“So you’re a scientist?” are a combination of words Dan Smith, professor of chemistry at Goshen College, hates to hear because what follows is a question that has no answer. This is also a question that sparked his interest in researching pigeon coloring.

As a child he would catch pigeons in a barn near his home in New Holland, Pennsylvania. The farmer said that he could keep any pigeons he caught to breed.

He got involved in chemistry due to his love of science and father who was his high school physics teacher. He said, “I couldn’t do physics because I’d be a chip off the old block. If I said hi to him in school people snickered. If I said nothing people snickered.”  He went on to say that he was much better at chemistry anyway so that’s what he wanted to do.

He received his undergraduate degree from Elizabethtown College in Pennsylvania, his masters from Bucknell in Pennsylvania and his doctorate from Iowa State University. He came to learn about Goshen College from some alumni in Austin, Texas while doing his post-doctorate. “I knew I wanted to teach at a small, Christian institution and Goshen had an opening.”

Soon after Dr. Smith arrived in Goshen, he learned from the father of a friend about a homing pigeon racing club in Mishawaka. He eagerly joined and was given some pigeons to start with to breed.

On race day, all the pigeons are put into a basket, driven a long distance away, usually about 150-300 miles, and then released. The pigeon that made it home with the highest average velocity was the winner. The best Dr. Smith ever did was third.

He left the club after a time because it wasn’t a “Mennonite friendly” club. “There was a lot of sitting around, drinking beer and telling crude jokes. The kind I wouldn’t tell my class at the beginning of each class period.”

While he was still a member of the club he was asked, “So you’re a scientist? Is there a way to determine genetically which pigeons will home better?” At the time there wasn’t but that did make him think that there was a way to predict color.

He had no previous experience with genetics so most of what he learned was self-taught and from some biology professors here at Goshen College. He is able to conduct all his research here at the college having to only send some samples to a commercial facility to do sequencing.

To start, he takes a bird that he defines as the original bird as a baseline and another bird whose color he wants to manipulate and breeds them. He then takes a drop of their blood to get DNA from.

Through a process called polymerase chain reaction (PCR) he is able to isolate a particular string of DNA and multiply it and create hundreds of thousands of copies of that strand to be analyzed. RNA can also be obtained but is much harder to do because he has to pluck a feather out of the wing, wait for it to grow back halfway and then pluck it again to get a useable amount of RNA.

After getting the sequence analysis back from the lab he looks at it to see if correct gene was manipulated to change the color. If this correlation is off even once he must move on to another gene.

So far he has not been able to identify what gene causes color change but he believes he is close. “Even if the data we get back don’t tell us we’re right we can still use to tell which direction to move on the chromosome.” The “we” he refers to is two other professors that he is in current collaboration with across the country. Professor Mike Shapiro at the University of Utah and Professor John Fondon at the University of Texas, Arlington are the names of his collaborators.

Dr. Smith and Professor Fondon experienced their first publication recently in PLoS One which is an online science journal. Unfortunately, Smith said, all they were able to conclude is that the gene they thought was causing the coloring change is not what they thought.

So far they have not been able to definitively say what causes the coloring change but he thinks they are close. He hopes that with three people working together on the project they are able to come up with an answer one day. Until then he will continue his research and work with Professors Fondon and Shapiro.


What is needed: Print the data that follows word for word, leaving out any picture.

Information supplied:
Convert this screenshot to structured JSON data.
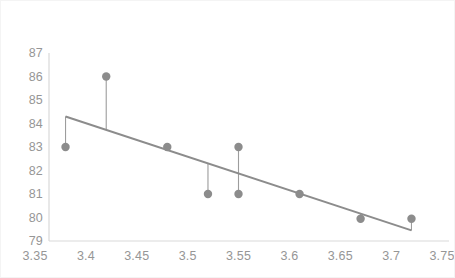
{
  "chart_data": {
    "type": "scatter",
    "title": "",
    "subtitle": "",
    "xlabel": "",
    "ylabel": "",
    "xlim": [
      3.35,
      3.75
    ],
    "ylim": [
      79,
      87
    ],
    "grid": false,
    "legend": null,
    "x_ticks": [
      "3.35",
      "3.4",
      "3.45",
      "3.5",
      "3.55",
      "3.6",
      "3.65",
      "3.7",
      "3.75"
    ],
    "x_tick_values": [
      3.35,
      3.4,
      3.45,
      3.5,
      3.55,
      3.6,
      3.65,
      3.7,
      3.75
    ],
    "y_ticks": [
      "87",
      "86",
      "85",
      "84",
      "83",
      "82",
      "81",
      "80",
      "79"
    ],
    "y_tick_values": [
      87,
      86,
      85,
      84,
      83,
      82,
      81,
      80,
      79
    ],
    "series": [
      {
        "name": "observations",
        "marker": "circle",
        "color": "#8c8c8c",
        "points": [
          {
            "x": 3.38,
            "y": 83
          },
          {
            "x": 3.42,
            "y": 86
          },
          {
            "x": 3.48,
            "y": 83
          },
          {
            "x": 3.52,
            "y": 81
          },
          {
            "x": 3.55,
            "y": 83
          },
          {
            "x": 3.55,
            "y": 81
          },
          {
            "x": 3.61,
            "y": 81
          },
          {
            "x": 3.67,
            "y": 79.95
          },
          {
            "x": 3.72,
            "y": 79.95
          }
        ]
      }
    ],
    "trendline": {
      "name": "regression-line",
      "color": "#8c8c8c",
      "x_start": 3.38,
      "y_start": 84.3,
      "x_end": 3.72,
      "y_end": 79.45
    },
    "residual_lines": [
      {
        "x": 3.38,
        "y_point": 83,
        "y_fit": 84.3
      },
      {
        "x": 3.42,
        "y_point": 86,
        "y_fit": 83.73
      },
      {
        "x": 3.48,
        "y_point": 83,
        "y_fit": 82.88
      },
      {
        "x": 3.52,
        "y_point": 81,
        "y_fit": 82.31
      },
      {
        "x": 3.55,
        "y_point": 83,
        "y_fit": 81.88
      },
      {
        "x": 3.55,
        "y_point": 81,
        "y_fit": 81.88
      },
      {
        "x": 3.61,
        "y_point": 81,
        "y_fit": 81.03
      },
      {
        "x": 3.67,
        "y_point": 79.95,
        "y_fit": 80.17
      },
      {
        "x": 3.72,
        "y_point": 79.95,
        "y_fit": 79.45
      }
    ],
    "axis_color": "#d9d9d9",
    "marker_radius": 4.2,
    "line_width": 2
  }
}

The completed task:
Convert this screenshot to structured JSON data.
{
  "chart_data": {
    "type": "scatter",
    "title": "",
    "subtitle": "",
    "xlabel": "",
    "ylabel": "",
    "xlim": [
      3.35,
      3.75
    ],
    "ylim": [
      79,
      87
    ],
    "grid": false,
    "legend": null,
    "x_ticks": [
      "3.35",
      "3.4",
      "3.45",
      "3.5",
      "3.55",
      "3.6",
      "3.65",
      "3.7",
      "3.75"
    ],
    "x_tick_values": [
      3.35,
      3.4,
      3.45,
      3.5,
      3.55,
      3.6,
      3.65,
      3.7,
      3.75
    ],
    "y_ticks": [
      "87",
      "86",
      "85",
      "84",
      "83",
      "82",
      "81",
      "80",
      "79"
    ],
    "y_tick_values": [
      87,
      86,
      85,
      84,
      83,
      82,
      81,
      80,
      79
    ],
    "series": [
      {
        "name": "observations",
        "marker": "circle",
        "color": "#8c8c8c",
        "points": [
          {
            "x": 3.38,
            "y": 83
          },
          {
            "x": 3.42,
            "y": 86
          },
          {
            "x": 3.48,
            "y": 83
          },
          {
            "x": 3.52,
            "y": 81
          },
          {
            "x": 3.55,
            "y": 83
          },
          {
            "x": 3.55,
            "y": 81
          },
          {
            "x": 3.61,
            "y": 81
          },
          {
            "x": 3.67,
            "y": 79.95
          },
          {
            "x": 3.72,
            "y": 79.95
          }
        ]
      }
    ],
    "trendline": {
      "name": "regression-line",
      "color": "#8c8c8c",
      "x_start": 3.38,
      "y_start": 84.3,
      "x_end": 3.72,
      "y_end": 79.45
    },
    "residual_lines": [
      {
        "x": 3.38,
        "y_point": 83,
        "y_fit": 84.3
      },
      {
        "x": 3.42,
        "y_point": 86,
        "y_fit": 83.73
      },
      {
        "x": 3.48,
        "y_point": 83,
        "y_fit": 82.88
      },
      {
        "x": 3.52,
        "y_point": 81,
        "y_fit": 82.31
      },
      {
        "x": 3.55,
        "y_point": 83,
        "y_fit": 81.88
      },
      {
        "x": 3.55,
        "y_point": 81,
        "y_fit": 81.88
      },
      {
        "x": 3.61,
        "y_point": 81,
        "y_fit": 81.03
      },
      {
        "x": 3.67,
        "y_point": 79.95,
        "y_fit": 80.17
      },
      {
        "x": 3.72,
        "y_point": 79.95,
        "y_fit": 79.45
      }
    ],
    "axis_color": "#d9d9d9",
    "marker_radius": 4.2,
    "line_width": 2
  }
}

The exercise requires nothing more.